Again, therefore, if we consider the change in external circumstances as a firm grows larger, acquisition as a means of maintaining or increasing a firm’s rate of growth becomes, after a point, less significant. Consider a firm growing entirely through acquisition. The larger the firm, the larger must be the amount of acquisition per unit of time if its rate of growth is not to decline. Therefore it must acquire larger and larger firms (or parts of firms) or more and more smaller firms. So long as larger firms are available, the number of firms acquired does not have to rise as the size of the expansion plans of the acquiring firm increases, and its rate of growth can remain very high. But when the firm reaches a size where few large acquisitions are possible in appropriate fields, then acquisition as a method of maintaining the firm’s growth becomes more and more difficult and the managerial input for a given amount of expansion through acquisition rises sharply because of the increasingly larger numbers of firms that must be acquired to maintain a given rate of growth213
Occasional mergers of giants with ‘giants’ may take place, but whereas the medium-sized firm may be able almost to double its size every year or so for several years through acquisition, this prospect is simply not open to the giants either through acquisition of other large firms or through the acquisitio
n of larger and larger numbers of small firms. This is partly because of an increasing scarcity of large firms that can be acquired and the consequent difficulties of discovering suitable small firms in sufficient numbers and absorbing them at a rapid rate, which is a question of the size of the growing firm relative to others; and partly because of the administrative difficulties of efficiently absorbing ever-larger additions to its size, which is a question of size alone.
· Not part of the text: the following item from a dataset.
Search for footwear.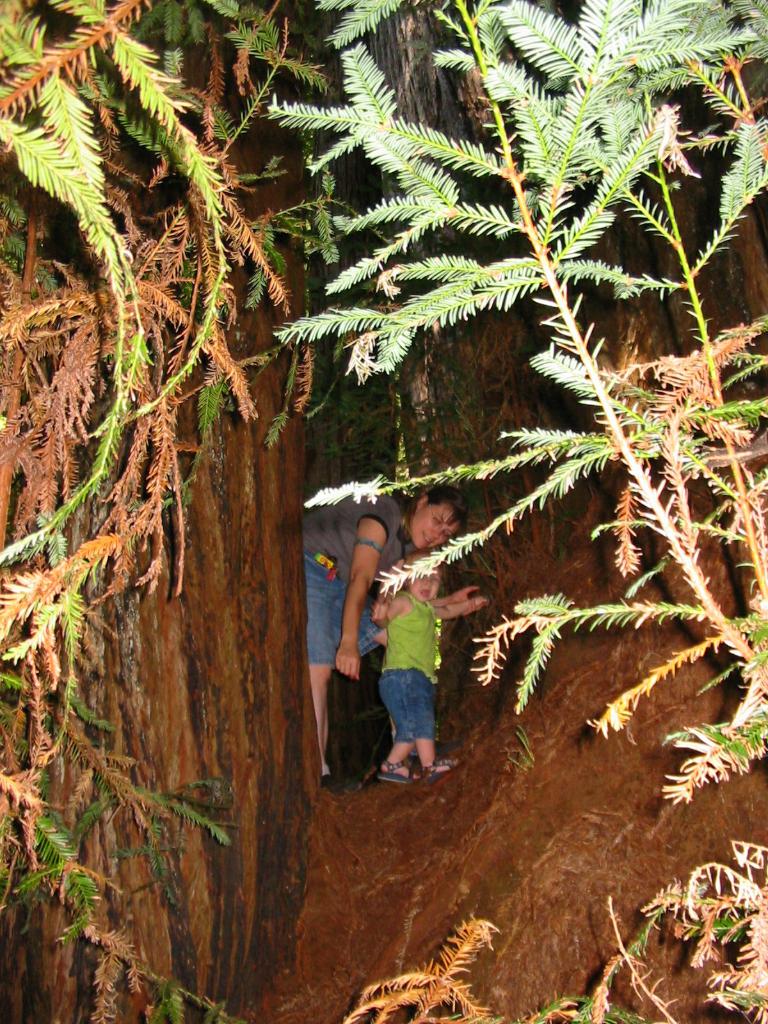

I am not implying, however, that acquisition is unimportant to the very large firm as a means of breaking into new fields, of reducing annoying competition, or of preventing the rise of new competitors. Acquisition may indeed be almost necessary if the firm is not to suffer a sharp, rather than a gradual, decline in its rate of growth.214 The sole issue here is whether acquisition can be expected to offset the tendencies for the managerial input per dollar of expansion to rise after a point. We can conclude that the prospects of expansion through acquisition may raise the maximum rate of growth for medium-sized and moderately large firms but will probably become less significant for the very large firms simply because acquisition becomes for several reasons quantitatively less significant in their expansion programmes.215
For the larger firms in competition with each other, therefore, it seems that all of the factors which tend to increase the managerial services required per dollar of expansion are present in an increasing degree; the only significant offsetting factor in the very large firm arises from the possibility of increasing the capital intensity of expansion. But as a firm grows larger it can maintain a given rate of growth only if the absolute increments to its size become ever larger, and there is little reason to believe that this can be accomplished by an indefinite increase in the size of plant. Consequently on all counts we would expect that the managerial requirements per unit of expansion will begin to rise at some point.